#5: From Strength to Strength
by Arthur Brooks
Arthur Brooks, author of The Atlantic’s happiness column, writes about how we can find lasting purpose in his book Strength to Strength. Technically not a memoir, the book contains some of his life lessons and serves as an instruction manual for achieving maximum fulfillment in the second half of life. My favorite section is the reverse bucket list, in which he explains why it is imperative to spend our time on activities that bring us lasting happiness. He argues that while accolades and praise may boost your ego, they will not ultimately lead to fulfillment.
About each item [on my bucket list] I say, “This is not evil, but it will not bring me the happiness and peace I seek, and I simply don’t have time to make it my goal. I choose to detach myself from this desire.”
#4: Invisible Kingdom
by Meghan O’Rourke
O’Rourke writes about living with an undiagnosed, chronic illness and her quest to find out what’s wrong. She combines a reporter-like approach to the history and science of chronic illness with a personal essayist’s subjectivity about how it actually feels to be ill and alone in that understanding.
Healthy people have the luxury of forgetting that their existence depends on a cascade of precise cellular interactions.
#3: Tiny Beautiful Things
by Cheryl Strayed
Another not-quite memoir, Tiny Beautiful Things released its 10th Anniversary Edition in 2022. The book is a collection of reader letters and responses from an advice column originally published in The Rumpus called Dear Sugar. In 2012, Cheryl Strayed revealed that she was Sugar. Who else could write such tender and profound responses? In 2020, Cheryl relaunched Dear Sugar on Substack.
#2: Consent
by Vanessa Springora
Springora writes about a relationship with a much older man that began when she was a child growing up in France. Readers will be horrified but not surprised to learn that this man’s success as a prominent writer shields him from prosecution for his immoral and illegal acts, even after he publishes books about multiple relationships with minors. Part three of the book begins like this:
There are numerous ways to steal a person’s selfhood. Some appear quite innocent at the outset.
#1: Left on Tenth
by Delia Ephron
I read this book by Delia Ephron (Nora’s sister) in a couple of hours while lying on a beach towel in my yard last spring. The ground was hard and I kept flipping over onto my stomach, and then back onto my back, trying to get comfortable because I couldn’t put this book down. After Delia’s husband, Jerry, dies, she unexpectedly reconnects with Peter, whom she’d gone on a few dates with fifty-four years earlier (she does not remember him). He contacts her after reading an essay about how much she hates Verizon that is published in the New York Times. They fall in love. She gets very sick and writes with mastery about what it feels like to be so close to death. Yet still, her humor shines through.

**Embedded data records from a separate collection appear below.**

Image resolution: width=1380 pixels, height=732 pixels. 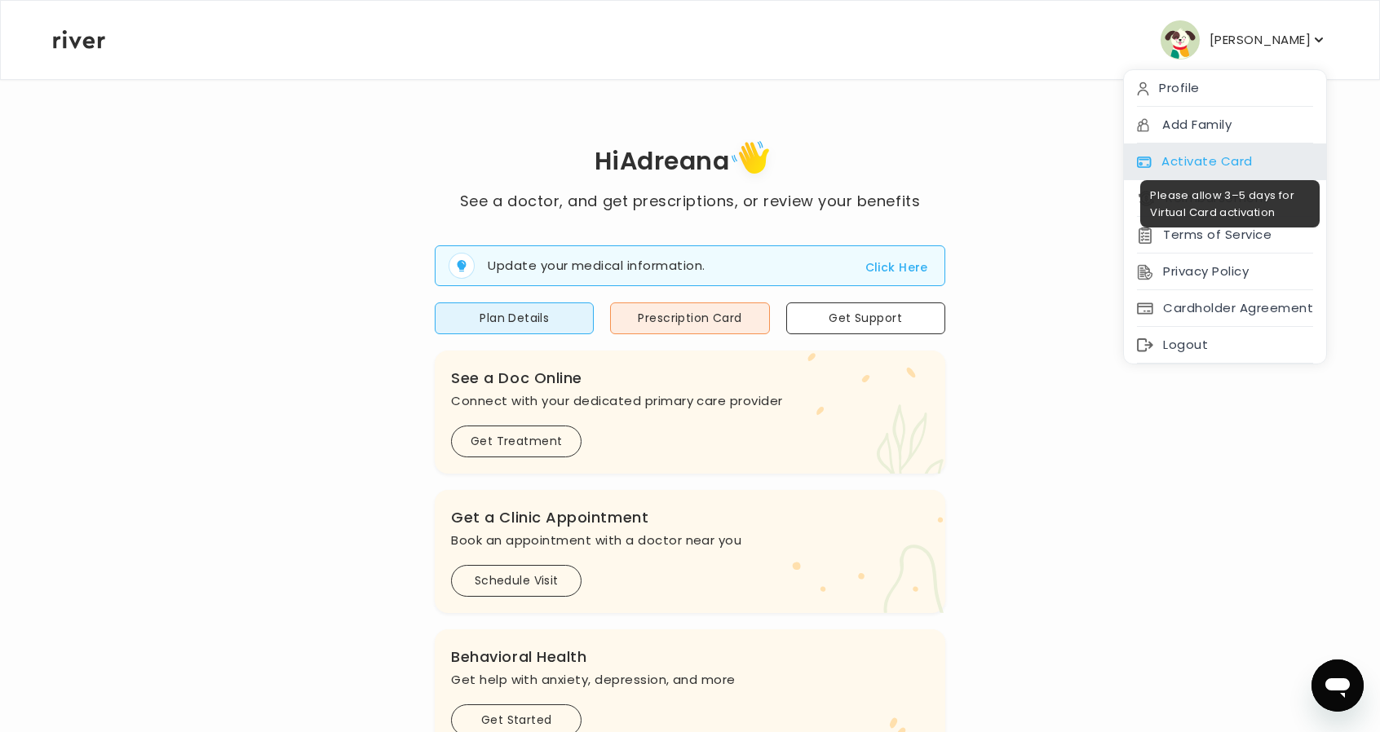 What do you see at coordinates (516, 441) in the screenshot?
I see `button: Get Treatment` at bounding box center [516, 441].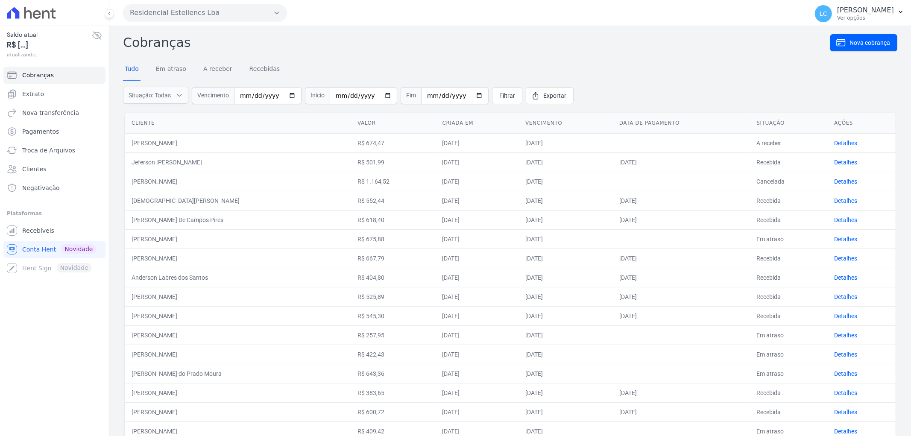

I know it’s not a good idea to hate anyone. I know from an article I read that negative emotions are bad for my health. I would hate to have a heart attack because my internet isn’t working. But I do hate Verizon.
Honorable Mention: In Love
by Amy Bloom
Bloom writes about her husband’s decision to end his life at Dignitas after being diagnosed with Alzheimer’s. Dignitas is a facility in Switzerland that “empowers people to end their own life” through assisted suicide, which readers will learn is nearly impossible to do in the United States. Bloom’s book reads as a love story and instruction manual for anyone facing an impossible decision. Admittedly, the topic is not for everyone.
Honorable Mention: Easy Beauty
by Chloe Cooper Jones
Chloe Cooper Jones describes her experience living in a body that is different from others. She has a rare congenital condition called sacral agenesis that not only affects her stature and gait but is also extremely painful. She writes about the frustration of being treated differently — she times how long it takes before people stop seeing her physical body and begin seeing her true self. As a professor of philosophy, Jones’s experiences are cast against classic philosophical concepts, which some may find a bit academic for a subject so personal. Her sense of humor shines in this interview with her on the Longform podcast.
He fell in love with me quickly, which I took as a sign of weakness.